## Work required
Transcribe exactly the lines from the one containing "You are a GUI" through the end of the entries, including both the first and the last, and nothing else.

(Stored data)
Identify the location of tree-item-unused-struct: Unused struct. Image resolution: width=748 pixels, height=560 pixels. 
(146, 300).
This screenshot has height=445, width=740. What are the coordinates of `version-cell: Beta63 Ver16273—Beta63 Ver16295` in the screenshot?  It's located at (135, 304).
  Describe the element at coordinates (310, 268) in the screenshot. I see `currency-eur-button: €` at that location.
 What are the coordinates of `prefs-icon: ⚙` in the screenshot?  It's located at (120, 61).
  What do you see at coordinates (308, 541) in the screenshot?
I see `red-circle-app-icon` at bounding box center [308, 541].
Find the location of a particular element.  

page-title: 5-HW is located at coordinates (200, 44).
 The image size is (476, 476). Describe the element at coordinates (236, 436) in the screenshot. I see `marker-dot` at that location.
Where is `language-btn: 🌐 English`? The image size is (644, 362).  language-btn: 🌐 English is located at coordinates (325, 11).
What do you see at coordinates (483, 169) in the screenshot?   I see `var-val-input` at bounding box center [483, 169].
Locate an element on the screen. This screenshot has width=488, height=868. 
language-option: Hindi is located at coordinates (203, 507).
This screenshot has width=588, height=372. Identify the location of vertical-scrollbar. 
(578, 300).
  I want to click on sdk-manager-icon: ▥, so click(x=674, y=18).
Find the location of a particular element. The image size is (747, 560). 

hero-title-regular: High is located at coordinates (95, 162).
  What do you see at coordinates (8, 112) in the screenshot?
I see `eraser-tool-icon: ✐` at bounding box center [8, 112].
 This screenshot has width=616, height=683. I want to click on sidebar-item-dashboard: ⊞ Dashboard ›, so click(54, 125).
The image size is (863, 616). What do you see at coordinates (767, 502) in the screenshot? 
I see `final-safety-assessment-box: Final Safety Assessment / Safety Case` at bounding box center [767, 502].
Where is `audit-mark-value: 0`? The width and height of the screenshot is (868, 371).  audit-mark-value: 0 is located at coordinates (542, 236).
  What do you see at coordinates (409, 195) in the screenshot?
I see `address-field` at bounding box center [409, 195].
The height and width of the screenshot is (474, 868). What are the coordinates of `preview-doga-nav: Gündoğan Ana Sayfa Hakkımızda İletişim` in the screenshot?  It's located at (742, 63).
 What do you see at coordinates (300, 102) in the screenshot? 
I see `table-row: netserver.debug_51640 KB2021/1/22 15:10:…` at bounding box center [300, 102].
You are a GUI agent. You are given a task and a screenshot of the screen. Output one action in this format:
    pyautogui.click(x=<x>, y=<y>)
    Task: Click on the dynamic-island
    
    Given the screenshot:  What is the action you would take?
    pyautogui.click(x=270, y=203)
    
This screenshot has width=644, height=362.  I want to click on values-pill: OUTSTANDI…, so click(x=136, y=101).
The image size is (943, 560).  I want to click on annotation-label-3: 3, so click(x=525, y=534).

## Exercise answer
You are a GUI agent. You are given a task and a screenshot of the screen. Output one action in this format:
    pyautogui.click(x=<x>, y=<y>)
    Task: Click on the dynamic-island
    
    Given the screenshot:  What is the action you would take?
    pyautogui.click(x=270, y=203)
    
This screenshot has width=644, height=362.  I want to click on values-pill: OUTSTANDI…, so click(x=136, y=101).
The image size is (943, 560).  I want to click on annotation-label-3: 3, so click(x=525, y=534).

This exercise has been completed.